A Darkness Descending
by Christobel Kent
2013
When charismatic political leader Niccolo Rosselli collapses and his partner Flavia disappears, Sandro Cellini is asked to look past the party's glossy image. Following Flavia's trail to a bleak seaside town, he uncovers private obsessions that make the public struggle feel almost secondary.
The Dead Season
by Christobel Kent
2012
August heat empties Florence, leaving a corpse unnoticed on a roundabout and a pregnant young wife whose husband has vanished. While Sandro Cellini hunts the missing man, bank clerk Roxana puzzles over an absent customer, until their stories collide in an unexpected storm.
A Murder in Tuscany
by Christobel Kent
2010
Still finding his feet as a private investigator, Sandro Cellini looks into the death of Loni Meadows, glamorous director of an artists' retreat in a Tuscan castle. Among jealous residents and uneasy staff, nearly everyone had a reason to see her gone.
The Drowning River
by Christobel Kent
2009
In wet November Florence, disgraced ex-cop Sandro Cellini takes on his first case, the supposed suicide of Jewish architect Claudio Gentileschi. As he retraces Claudio's last hours, a young Englishwoman goes missing and Sandro stumbles into a web of corruption and grief.

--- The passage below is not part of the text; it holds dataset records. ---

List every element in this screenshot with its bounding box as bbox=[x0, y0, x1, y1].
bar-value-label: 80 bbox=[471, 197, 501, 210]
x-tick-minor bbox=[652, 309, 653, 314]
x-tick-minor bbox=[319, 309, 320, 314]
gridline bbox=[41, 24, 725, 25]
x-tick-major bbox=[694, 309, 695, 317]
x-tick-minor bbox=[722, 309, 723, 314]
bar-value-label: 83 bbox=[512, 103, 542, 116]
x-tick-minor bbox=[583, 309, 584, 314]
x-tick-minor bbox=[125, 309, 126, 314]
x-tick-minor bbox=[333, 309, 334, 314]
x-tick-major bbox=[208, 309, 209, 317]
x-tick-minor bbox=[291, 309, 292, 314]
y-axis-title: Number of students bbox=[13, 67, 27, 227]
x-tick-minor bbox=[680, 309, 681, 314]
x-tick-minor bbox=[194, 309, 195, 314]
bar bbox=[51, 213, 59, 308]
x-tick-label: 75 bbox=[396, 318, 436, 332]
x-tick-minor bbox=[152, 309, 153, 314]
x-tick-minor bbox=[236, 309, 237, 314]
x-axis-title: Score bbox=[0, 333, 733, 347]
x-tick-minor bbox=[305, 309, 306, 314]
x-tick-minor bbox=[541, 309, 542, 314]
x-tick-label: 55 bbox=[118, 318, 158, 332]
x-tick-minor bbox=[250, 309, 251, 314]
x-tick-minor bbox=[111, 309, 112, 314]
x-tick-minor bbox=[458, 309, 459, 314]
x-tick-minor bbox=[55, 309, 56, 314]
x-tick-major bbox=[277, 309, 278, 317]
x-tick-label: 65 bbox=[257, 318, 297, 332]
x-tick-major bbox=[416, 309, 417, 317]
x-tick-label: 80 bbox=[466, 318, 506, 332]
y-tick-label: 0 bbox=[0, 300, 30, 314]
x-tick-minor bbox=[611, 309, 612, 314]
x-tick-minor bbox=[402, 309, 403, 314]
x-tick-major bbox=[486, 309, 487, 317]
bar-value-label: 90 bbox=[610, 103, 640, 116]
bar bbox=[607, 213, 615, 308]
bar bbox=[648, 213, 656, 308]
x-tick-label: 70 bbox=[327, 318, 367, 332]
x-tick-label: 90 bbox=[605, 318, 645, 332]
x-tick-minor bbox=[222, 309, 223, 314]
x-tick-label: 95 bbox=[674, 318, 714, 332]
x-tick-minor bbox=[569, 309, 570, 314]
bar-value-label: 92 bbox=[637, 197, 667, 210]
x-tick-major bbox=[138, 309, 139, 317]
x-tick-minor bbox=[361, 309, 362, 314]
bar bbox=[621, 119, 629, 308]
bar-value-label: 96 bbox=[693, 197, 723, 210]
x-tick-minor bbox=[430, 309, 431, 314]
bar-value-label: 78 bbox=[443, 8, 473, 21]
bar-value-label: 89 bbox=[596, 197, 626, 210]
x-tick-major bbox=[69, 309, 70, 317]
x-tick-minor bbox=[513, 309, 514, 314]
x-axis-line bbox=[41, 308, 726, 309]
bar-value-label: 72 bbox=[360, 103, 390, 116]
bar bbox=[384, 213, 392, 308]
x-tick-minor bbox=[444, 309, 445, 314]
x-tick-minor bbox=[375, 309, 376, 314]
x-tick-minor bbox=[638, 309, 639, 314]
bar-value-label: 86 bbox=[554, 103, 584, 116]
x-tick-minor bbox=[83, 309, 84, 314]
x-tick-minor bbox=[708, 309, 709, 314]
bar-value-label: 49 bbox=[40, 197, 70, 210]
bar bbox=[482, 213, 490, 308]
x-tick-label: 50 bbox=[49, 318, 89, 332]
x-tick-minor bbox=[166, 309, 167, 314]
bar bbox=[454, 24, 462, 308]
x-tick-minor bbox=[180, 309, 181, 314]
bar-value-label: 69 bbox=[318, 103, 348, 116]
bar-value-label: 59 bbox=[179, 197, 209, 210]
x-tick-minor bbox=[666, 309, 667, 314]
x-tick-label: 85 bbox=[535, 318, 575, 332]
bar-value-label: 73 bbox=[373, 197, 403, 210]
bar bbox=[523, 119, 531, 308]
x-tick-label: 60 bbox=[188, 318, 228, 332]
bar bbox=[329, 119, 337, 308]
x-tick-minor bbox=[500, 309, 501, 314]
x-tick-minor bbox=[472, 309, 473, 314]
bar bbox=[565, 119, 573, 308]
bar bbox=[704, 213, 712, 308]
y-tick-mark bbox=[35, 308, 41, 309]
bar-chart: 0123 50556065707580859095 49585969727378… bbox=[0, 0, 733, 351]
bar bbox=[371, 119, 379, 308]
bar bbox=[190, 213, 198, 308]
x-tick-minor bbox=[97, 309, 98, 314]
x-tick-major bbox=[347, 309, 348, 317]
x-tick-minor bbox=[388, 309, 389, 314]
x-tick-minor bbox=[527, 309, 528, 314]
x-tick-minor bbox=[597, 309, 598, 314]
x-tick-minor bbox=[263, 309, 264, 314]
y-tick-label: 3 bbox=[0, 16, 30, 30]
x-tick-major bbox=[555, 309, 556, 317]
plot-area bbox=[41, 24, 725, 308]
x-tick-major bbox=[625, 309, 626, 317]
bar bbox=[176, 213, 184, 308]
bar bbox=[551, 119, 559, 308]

Series background & context
The Sandro Cellini books follow a private investigator who comes to detecting the long way round. Sandro is a former Florentine policeman pushed out of the force after clashing with his superiors, a solid, middle-aged man who notices the details other people prefer to ignore. He lives on the quieter, less touristed side of the river with his wife Luisa, a breast cancer survivor who has her own resilience and anger. The cases he takes on rarely look glamorous at first. They begin with grieving families, small worries and nagging doubts that something about an official story does not quite fit.
In The Drowning River he is hired by the widow of Claudio Gentileschi, a Jewish architect found dead in the Arno after an apparent suicide. As Sandro walks the rain-soaked streets, he traces Claudio's last movements and stumbles onto a missing English art student and a pattern of corruption threaded through Florence's elegant galleries and old institutions. It sets the tone for the series: thoughtful, slow building and deeply rooted in the city.
What keeps the books lively is not only the puzzle but the small circle around Sandro, and the way their lives shift from case to case.
In A Murder in Tuscany Sandro is drawn into the world of a hilltop artists' retreat run from a castle outside Florence. A fatal crash on an icy road throws up old paperwork from one of his first background checks, and he finds that every guest had a reason to dislike the charismatic director. The countryside may look idyllic, but Kent is interested in money, power and how people reinvent themselves far from home. The Dead Season turns the heat up instead, following a missing husband, a lonely bank clerk and a body left unnoticed on a roundabout during a ferocious August heatwave.
A Darkness Descending shifts the focus to politics when the leader of a reformist party collapses and his partner disappears, leaving behind a baby and a campaign in chaos. Sandro's investigation leads him out to a tired seaside town and into the secret life of a woman whose private obsession has been consuming her for years. In The Killing Room he takes over security for a luxury development in a converted Florentine palazzo, only to find a long-hidden torture chamber in the basement and a series of disturbing incidents among the wealthy new residents.
The Viper loops the series back to Sandro's earliest days on the job, when he briefly investigated a commune called La Vipera in the hills outside the city. Decades later, new deaths at the same place force him to revisit what really happened there and what it cost him. Across all six novels the pleasure lies in walking Florence's back streets with Sandro, watching his marriage, his friendship with his young assistant Giuli and his own sense of justice evolve while he quietly untangles other people's disasters.